By Radicchioblog (Visit website)



La cucina povera has become the new cliche of Italian cooking in New York City. All of the famous star chefs are making recipes that began as peasant meals. While delicious, one can question paying $20 for panzanella, a Tuscan specialty made from stale bread or pasta with aglio, olio and pepperoncino. These are dishes to make and eat at home. Many do not agree with this viewpoint and restaurants that serve “la cucina povera” in Manhattan or in the Hamptons are packed to the gills. Why does this occcur? Perhaps it is because New Yorkers have forgotten how to cook or that they never learned to cook these types of meals or they remember how delicious one of these meals was in a little out of the way Osteria in Florence or in Rome.
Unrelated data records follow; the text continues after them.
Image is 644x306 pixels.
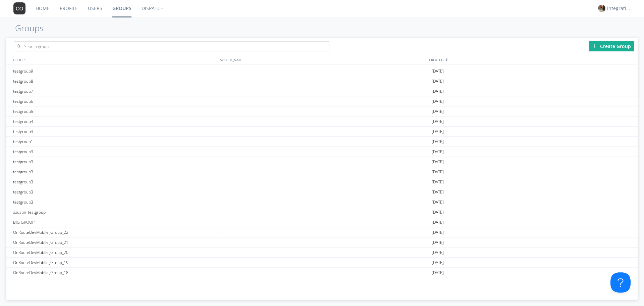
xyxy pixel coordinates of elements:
span: [DATE] [432,197,444,207]
a: testgroup3[DATE] [7,167,638,177]
a: testgroup3[DATE] [7,177,638,187]
span: [DATE] [432,258,444,268]
span: [DATE] [432,167,444,177]
div: OnRouteDevMobile_Group_18 [12,268,219,277]
a: OnRouteDevMobile_Group_21[DATE] [7,237,638,247]
a: testgroup8[DATE] [7,76,638,87]
a: testgroup4[DATE] [7,117,638,126]
div: Create Group [589,41,634,51]
a: testgroup3[DATE] [7,187,638,197]
div: aaustin_testgroup [12,207,219,217]
div: testgroup3 [12,197,219,207]
span: [DATE] [432,247,444,258]
div: testgroup3 [12,167,219,177]
a: aaustin_testgroup[DATE] [7,207,638,217]
span: [DATE] [432,117,444,126]
a: testgroup3[DATE] [7,126,638,136]
div: testgroup3 [12,126,219,136]
a: testgroup1[DATE] [7,136,638,147]
div: testgroup7 [12,87,219,96]
div: testgroup3 [12,187,219,197]
span: [DATE] [432,237,444,247]
span: [DATE] [432,227,444,237]
div: . [219,258,430,267]
a: testgroup5[DATE] [7,106,638,117]
span: [DATE] [432,96,444,106]
a: BIG GROUP[DATE] [7,217,638,227]
span: [DATE] [432,187,444,197]
a: OnRouteDevMobile_Group_18[DATE] [7,268,638,277]
span: [DATE] [432,217,444,227]
span: [DATE] [432,136,444,147]
div: SYSTEM_NAME [219,55,428,65]
div: testgroup9 [12,66,219,76]
div: testgroup6 [12,96,219,106]
div: testgroup3 [12,177,219,186]
img: plus.svg [592,43,597,48]
span: [DATE] [432,268,444,277]
a: testgroup7[DATE] [7,87,638,96]
input: Search groups [14,41,329,51]
div: . [219,227,430,237]
div: testgroup3 [12,157,219,167]
iframe: Toggle Customer Support [611,272,631,292]
img: 373638.png [13,2,26,15]
a: OnRouteDevMobile_Group_19.[DATE] [7,258,638,268]
div: OnRouteDevMobile_Group_21 [12,237,219,247]
div: integrationstageadmin1 [607,5,632,12]
div: OnRouteDevMobile_Group_20 [12,247,219,257]
a: OnRouteDevMobile_Group_20[DATE] [7,247,638,258]
span: [DATE] [432,157,444,167]
div: OnRouteDevMobile_Group_19 [12,258,219,267]
div: testgroup1 [12,136,219,146]
div: BIG GROUP [12,217,219,227]
div: GROUPS [12,55,217,65]
div: testgroup3 [12,147,219,156]
img: f4e8944a4fa4411c9b97ff3ae987ed99 [599,4,606,12]
span: [DATE] [432,207,444,217]
span: [DATE] [432,66,444,76]
div: testgroup8 [12,76,219,86]
span: [DATE] [432,147,444,157]
a: testgroup9[DATE] [7,66,638,76]
a: testgroup3[DATE] [7,157,638,167]
span: [DATE] [432,76,444,87]
span: [DATE] [432,177,444,187]
a: testgroup6[DATE] [7,96,638,106]
span: [DATE] [432,87,444,96]
a: testgroup3[DATE] [7,147,638,157]
a: OnRouteDevMobile_Group_22.[DATE] [7,227,638,237]
a: testgroup3[DATE] [7,197,638,207]
div: OnRouteDevMobile_Group_22 [12,227,219,237]
div: testgroup5 [12,106,219,116]
div: CREATED [428,55,638,65]
span: [DATE] [432,106,444,117]
div: testgroup4 [12,117,219,126]
span: [DATE] [432,126,444,136]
Perhaps they have forgotten the cost of that pasta, 8 to 10 euros at the most. Before the euro came into the picture, it might have cost 10,000 lire. That seems like such a quaint number now. Whatever the reason, Americans are forking over huge sums to eat meals that many Italians would consider ridiculous to eat in a restaurant. That said, it doesn’t seem that this trend will abate any time soon.


Another new trend is the menu macabre. I love this term which I got from the son of a famous Roman chef, Sora Anna from Osteria di San Cesareo.


Sora Anna


Sora Anna is a true personaggio and anyone traveling to Rome should check out her cuisine. The menu macabre is based on the internal parts of animals, such as intestines, sweetbreads and the like. Sora Anna calls this type of cooking the cuisine of the ?quinto quarto? (the fifth quarter). According to her website, these traditional dishes all come from the butcher’s at Rome?s Testaccio slaughterhouse who invented such dishes as stewed oxtail (coda alla vaccinara), veal intestines in tomato (pagliata di vitella), tripe alla Romana and sweetbreads (animelle) at the end of the 19th century.


These delicacies are also being cheered at restaurants in the big apple. Wonder’s never cease.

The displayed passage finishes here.